By Bill Mahanna, Ph.D., Dipl. ACAN, Pioneer Nutritional Sciences Manager
Brief History
NIRS (near infrared spectroscopy) has been around since 1939, but it was not until 1968 that Karl Norris and coworkers with the Instrumentation Research Lab of the U.S. Department of Agriculture first applied the technology to agricultural products. They observed that cereal grains exhibited specific absorption bands in the NIR region and suggested that NIR instruments could be used to measure grain protein, oil and moisture. Research in 1976 demonstrated that absorption of other specific wavelengths was correlated with chemical analysis of forages. In 1978, the USDA NIRS Forage Network was founded to develop and test computer software to advance the science of NIRS grain and forage testing. By 1983, several commercial companies had begun marketing NIR instruments and software packages for forage and feed analysis.
How NIRS Works
NIRS is based on the interaction of physical matter with light in the near-infrared spectral region (700-2,500 nm). Sample preparation and presentation to the NIR instrument vary widely. Though dried, finely ground samples are often employed, whole grains or fresh, unground samples also can be scanned. Instruments can be stationary in a laboratory or mobile (e.g., on board a silage chopper).
Monochromatic light produced by an NIR instrument interacts with plant material in a number of ways, including as reflection, refraction, absorption and diffraction. Vibrations of the hydrogen bonded with carbon, nitrogen or oxygen cause molecular "excitement" responsible for absorption of specific amounts of radiation of specific wavelengths. This allows labs to relate specific chemical bond vibrations (generating specific spectra) to concentration of a specific feed component (e.g., starch). Spectroscopy is possible because molecules react the same way each time they are exposed to the same radiation. NIR instruments are much less sensitive in quantifying individual inorganic elements (e.g., calcium, phosphorus or magnesium) or mixtures (e.g., ash) because they are measuring the influence of these "contaminating materials" on the covalent bonds.
Building a “Calibration”
The individual laboratory or consortium that develops a prediction model uses software packages to perform the mathematical calculations necessary to associate the NIR spectra of reference samples with the reference chemistry of those reference samples. The mathematical equations developed are termed "prediction models," although they are also called "calibrations." The robustness of an NIR prediction model is, in part, determined by the size and representative nature of the calibration population samples that will be analyzed by reference methods. The sample population should represent the full diversity of plant materials to be scanned.
For instance, if the goal is to develop a prediction model for crude protein in corn grain, then samples of corn from diverse genetic and environmental backgrounds need to be included in the population to be analyzed by the chosen reference method in a lab with high National Forage Testing Association (NAFT) performance statistics. When a particular analytical methodology may not exist (e.g., for prediction of ethanol yield from corn fermentation), laboratories may develop an entirely new reference method. Numerous samples should be scanned by NIR and assayed by wet chemistry procedures to obtain good calibration statistics. A proof-of-concept model will utilize 50-60 samples; fully developed prediction models can be built from no fewer than 80-100 samples, but this number can be greater (1,000s) depending upon the error terms associated with each analyte. The final number of samples required is dependent upon the analytical and spectral diversity within the reference samples selected for developing the prediction model.
Questions for the Lab
As users of NIR-predicted values, we should all feel comfortable asking our chosen analytical partners questions about NIR prediction models and wet chemistry statistics. What is often forgotten about NIR-predicted values is that NIR is a secondary method based on a regression against a primary (or reference) method. Consequently, the NIR value can never be more accurate than the primary reference method. The limitations and laboratory errors associated with methods such as neutral detergent fiber (NDF) should not be blamed on NIRS prediction models for errors associated with the original reference chemistry.
Here are some calibration statistics that reputable NIR laboratories will be able to provide to give you more confidence in their NIRS results:
The Bottom Line
NIR analysis as an analytical technique has a long and credible history. NIR is a secondary method that never can be more accurate than the reference method upon which it is based. Statistically robust prediction models allow for a rapid and repeatable assay procedure for nutritional values that helps the livestock industry detect and manage variability in composition among and within feedstuffs.
The cost effectiveness of NIR analysis allows the total analytical error (sampling and laboratory) to be reduced because a larger number of subsamples or sequential samples can be assayed with a limited analytical budget than is possible using the more expensive wet chemistry approaches.
To enhance trust, nutritionists, producers and laboratories are encouraged to communicate more fully and openly so that NIR prediction model and wet chemistry statistics are understood more clearly.
For more detailed information on NIRS, see Bill Mahanna's article from June 2008, Feedstuffs.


### Exercise requirements
All lines holding the string "United" should be copied from the data below.
▶
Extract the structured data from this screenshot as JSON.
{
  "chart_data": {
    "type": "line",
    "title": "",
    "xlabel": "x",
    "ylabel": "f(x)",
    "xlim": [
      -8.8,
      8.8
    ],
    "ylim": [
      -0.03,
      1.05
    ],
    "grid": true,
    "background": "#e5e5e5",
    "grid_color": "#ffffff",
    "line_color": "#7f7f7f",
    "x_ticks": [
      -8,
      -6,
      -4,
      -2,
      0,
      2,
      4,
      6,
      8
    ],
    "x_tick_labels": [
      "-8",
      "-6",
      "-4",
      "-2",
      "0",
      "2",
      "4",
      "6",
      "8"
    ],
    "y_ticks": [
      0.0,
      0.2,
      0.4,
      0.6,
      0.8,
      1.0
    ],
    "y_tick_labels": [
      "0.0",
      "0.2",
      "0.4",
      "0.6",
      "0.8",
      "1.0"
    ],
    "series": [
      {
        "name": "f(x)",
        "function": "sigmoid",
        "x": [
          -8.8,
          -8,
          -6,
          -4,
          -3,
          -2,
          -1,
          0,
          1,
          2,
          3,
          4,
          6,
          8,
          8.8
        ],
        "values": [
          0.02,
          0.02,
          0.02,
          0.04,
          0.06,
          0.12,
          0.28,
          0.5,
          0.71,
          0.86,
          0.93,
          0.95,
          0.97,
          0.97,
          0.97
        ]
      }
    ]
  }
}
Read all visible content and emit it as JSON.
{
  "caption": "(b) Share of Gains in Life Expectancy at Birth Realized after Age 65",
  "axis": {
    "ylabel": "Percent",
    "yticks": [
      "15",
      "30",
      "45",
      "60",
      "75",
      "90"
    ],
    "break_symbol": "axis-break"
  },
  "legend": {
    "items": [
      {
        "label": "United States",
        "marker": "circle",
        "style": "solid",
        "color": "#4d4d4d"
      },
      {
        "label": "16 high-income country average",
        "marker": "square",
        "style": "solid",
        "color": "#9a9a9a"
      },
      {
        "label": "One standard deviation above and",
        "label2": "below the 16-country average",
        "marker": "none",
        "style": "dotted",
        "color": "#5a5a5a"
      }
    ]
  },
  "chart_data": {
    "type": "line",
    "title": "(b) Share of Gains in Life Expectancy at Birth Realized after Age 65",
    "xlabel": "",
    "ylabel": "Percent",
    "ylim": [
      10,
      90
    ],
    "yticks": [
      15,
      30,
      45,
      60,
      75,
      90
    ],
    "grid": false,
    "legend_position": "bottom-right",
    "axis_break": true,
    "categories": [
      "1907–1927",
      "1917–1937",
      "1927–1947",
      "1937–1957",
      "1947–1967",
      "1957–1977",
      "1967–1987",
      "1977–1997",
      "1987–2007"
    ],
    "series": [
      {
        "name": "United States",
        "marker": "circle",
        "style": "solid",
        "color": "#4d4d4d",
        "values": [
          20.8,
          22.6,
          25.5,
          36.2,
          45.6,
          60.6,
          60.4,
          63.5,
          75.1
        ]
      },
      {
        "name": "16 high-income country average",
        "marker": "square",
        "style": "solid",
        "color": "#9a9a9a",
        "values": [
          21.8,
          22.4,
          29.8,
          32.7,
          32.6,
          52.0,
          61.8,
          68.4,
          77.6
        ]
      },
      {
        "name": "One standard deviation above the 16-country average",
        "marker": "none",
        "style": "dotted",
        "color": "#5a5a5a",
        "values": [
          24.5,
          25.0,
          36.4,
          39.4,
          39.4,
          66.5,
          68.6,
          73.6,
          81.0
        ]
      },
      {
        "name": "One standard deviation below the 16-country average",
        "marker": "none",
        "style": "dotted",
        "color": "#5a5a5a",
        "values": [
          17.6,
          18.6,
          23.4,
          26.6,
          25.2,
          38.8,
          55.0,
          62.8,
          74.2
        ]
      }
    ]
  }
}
◀
▶
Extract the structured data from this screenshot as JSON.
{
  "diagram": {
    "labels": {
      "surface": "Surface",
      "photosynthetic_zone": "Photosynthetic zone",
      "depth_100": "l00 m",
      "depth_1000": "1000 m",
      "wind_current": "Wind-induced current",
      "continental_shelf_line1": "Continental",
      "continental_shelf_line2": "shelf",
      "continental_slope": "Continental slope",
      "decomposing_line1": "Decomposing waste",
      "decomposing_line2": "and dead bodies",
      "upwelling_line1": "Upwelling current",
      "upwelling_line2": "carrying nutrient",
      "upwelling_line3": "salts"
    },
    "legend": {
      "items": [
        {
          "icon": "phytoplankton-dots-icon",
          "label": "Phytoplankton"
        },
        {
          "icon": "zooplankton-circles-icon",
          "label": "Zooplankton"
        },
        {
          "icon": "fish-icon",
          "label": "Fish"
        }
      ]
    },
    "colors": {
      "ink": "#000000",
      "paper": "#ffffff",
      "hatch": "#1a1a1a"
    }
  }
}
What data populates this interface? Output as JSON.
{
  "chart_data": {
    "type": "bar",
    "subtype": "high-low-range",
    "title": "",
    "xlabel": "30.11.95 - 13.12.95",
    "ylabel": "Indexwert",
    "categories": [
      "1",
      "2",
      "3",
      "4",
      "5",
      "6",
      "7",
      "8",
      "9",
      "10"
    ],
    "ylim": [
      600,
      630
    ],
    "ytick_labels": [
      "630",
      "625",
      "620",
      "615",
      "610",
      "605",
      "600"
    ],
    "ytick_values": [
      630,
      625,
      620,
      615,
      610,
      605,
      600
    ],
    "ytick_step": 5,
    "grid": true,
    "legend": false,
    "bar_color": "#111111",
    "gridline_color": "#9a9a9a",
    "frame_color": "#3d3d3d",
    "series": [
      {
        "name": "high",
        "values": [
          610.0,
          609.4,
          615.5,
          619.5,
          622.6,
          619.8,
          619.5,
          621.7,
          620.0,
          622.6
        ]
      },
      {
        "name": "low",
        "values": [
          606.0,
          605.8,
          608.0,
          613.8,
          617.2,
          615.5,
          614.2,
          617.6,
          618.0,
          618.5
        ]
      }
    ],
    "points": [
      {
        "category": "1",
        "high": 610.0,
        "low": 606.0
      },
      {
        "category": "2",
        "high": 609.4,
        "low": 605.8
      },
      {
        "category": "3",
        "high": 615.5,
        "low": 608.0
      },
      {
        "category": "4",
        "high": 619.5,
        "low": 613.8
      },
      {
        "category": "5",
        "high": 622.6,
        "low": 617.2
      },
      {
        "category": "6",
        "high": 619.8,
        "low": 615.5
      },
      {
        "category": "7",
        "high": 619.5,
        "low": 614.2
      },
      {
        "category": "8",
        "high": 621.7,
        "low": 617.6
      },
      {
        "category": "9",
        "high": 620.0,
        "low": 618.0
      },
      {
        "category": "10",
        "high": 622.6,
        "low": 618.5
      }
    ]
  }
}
◀
▶
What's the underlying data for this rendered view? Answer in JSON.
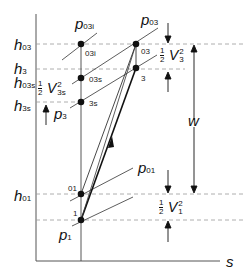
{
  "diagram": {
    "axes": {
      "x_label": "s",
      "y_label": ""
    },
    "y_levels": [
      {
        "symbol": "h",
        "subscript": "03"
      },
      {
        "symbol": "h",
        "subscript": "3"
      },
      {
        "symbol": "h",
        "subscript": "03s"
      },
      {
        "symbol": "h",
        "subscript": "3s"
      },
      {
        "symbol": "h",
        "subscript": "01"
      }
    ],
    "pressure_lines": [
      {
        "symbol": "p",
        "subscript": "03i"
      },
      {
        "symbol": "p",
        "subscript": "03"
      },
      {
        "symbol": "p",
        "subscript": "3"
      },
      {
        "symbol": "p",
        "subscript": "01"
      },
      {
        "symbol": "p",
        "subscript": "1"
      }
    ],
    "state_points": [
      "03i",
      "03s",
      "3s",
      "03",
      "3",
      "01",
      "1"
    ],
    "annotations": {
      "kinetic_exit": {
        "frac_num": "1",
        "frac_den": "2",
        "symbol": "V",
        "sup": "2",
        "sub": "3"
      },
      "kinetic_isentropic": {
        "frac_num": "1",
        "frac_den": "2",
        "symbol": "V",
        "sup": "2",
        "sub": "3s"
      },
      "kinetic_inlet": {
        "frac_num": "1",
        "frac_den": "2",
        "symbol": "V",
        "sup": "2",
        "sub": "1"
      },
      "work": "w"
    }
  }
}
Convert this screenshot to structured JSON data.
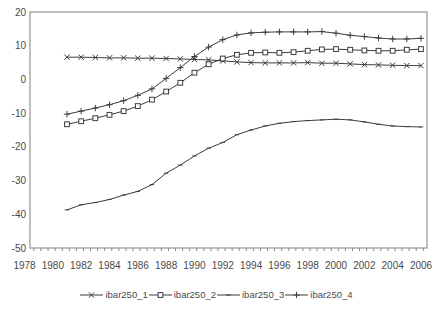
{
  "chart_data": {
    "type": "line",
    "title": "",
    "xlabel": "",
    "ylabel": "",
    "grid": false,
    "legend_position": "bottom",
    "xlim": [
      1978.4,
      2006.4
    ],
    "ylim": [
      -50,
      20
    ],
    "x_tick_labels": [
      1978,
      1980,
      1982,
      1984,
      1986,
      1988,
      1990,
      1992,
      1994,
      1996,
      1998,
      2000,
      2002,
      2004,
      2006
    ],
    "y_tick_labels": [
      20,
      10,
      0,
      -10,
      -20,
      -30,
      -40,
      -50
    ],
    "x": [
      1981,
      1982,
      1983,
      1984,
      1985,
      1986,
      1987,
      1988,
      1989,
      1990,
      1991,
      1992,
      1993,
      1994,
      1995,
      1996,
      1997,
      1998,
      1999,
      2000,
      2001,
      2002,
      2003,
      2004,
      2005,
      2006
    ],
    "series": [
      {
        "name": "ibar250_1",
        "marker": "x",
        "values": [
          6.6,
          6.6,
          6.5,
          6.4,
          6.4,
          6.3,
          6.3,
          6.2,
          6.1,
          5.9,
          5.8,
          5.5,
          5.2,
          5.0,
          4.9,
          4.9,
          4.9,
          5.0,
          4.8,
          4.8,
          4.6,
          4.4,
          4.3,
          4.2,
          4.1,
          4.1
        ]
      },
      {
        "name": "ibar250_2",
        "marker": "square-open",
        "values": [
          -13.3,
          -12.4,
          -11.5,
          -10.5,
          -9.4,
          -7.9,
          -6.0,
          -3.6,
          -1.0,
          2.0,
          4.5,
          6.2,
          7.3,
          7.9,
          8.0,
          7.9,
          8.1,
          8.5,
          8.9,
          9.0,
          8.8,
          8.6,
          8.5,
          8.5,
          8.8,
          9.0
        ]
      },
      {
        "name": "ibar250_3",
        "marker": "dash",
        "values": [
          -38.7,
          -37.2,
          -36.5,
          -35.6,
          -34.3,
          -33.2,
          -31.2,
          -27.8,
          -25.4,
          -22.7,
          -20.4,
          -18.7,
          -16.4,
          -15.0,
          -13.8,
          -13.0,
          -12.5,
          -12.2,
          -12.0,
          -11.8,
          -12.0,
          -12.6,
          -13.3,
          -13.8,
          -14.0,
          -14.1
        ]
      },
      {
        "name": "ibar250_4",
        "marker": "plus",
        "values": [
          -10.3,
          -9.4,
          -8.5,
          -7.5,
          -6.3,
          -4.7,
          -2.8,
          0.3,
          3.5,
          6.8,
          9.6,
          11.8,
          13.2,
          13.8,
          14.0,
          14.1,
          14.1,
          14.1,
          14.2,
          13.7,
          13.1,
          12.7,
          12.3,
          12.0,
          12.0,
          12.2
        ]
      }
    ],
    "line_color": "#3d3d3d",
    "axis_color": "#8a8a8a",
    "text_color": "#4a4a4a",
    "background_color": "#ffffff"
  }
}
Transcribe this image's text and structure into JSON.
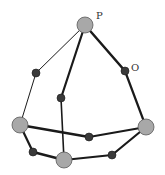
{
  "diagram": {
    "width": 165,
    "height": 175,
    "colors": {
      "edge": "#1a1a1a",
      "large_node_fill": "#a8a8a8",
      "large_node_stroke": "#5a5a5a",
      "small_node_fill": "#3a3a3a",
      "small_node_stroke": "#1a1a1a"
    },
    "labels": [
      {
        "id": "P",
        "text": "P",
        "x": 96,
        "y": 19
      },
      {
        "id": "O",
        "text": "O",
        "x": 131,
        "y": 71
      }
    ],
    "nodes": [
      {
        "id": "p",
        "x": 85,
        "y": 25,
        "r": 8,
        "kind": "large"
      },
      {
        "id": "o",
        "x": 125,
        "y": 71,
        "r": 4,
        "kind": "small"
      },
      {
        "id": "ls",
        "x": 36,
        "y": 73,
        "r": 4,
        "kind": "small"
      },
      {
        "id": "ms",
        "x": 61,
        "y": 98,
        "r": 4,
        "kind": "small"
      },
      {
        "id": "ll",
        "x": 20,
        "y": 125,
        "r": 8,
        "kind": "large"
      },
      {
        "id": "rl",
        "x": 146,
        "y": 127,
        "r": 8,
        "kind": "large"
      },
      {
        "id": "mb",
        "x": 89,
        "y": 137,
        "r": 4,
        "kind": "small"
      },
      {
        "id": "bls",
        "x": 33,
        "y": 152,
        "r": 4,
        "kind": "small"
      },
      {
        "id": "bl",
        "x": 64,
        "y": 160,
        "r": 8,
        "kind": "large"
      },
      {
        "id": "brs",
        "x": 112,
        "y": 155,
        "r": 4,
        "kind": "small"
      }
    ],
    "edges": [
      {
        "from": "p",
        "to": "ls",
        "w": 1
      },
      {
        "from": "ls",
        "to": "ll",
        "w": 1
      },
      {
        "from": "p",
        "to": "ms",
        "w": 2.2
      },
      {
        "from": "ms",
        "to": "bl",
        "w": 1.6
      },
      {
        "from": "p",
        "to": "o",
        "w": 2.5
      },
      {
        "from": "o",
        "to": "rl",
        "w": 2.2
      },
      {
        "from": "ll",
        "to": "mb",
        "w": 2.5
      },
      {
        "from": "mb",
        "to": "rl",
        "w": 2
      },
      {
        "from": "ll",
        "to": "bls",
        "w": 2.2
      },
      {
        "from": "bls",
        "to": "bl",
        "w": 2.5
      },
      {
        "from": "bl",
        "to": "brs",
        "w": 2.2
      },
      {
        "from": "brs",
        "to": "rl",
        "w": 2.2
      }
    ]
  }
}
◀
### Task output
        "label": "United States",
        "name": "United States",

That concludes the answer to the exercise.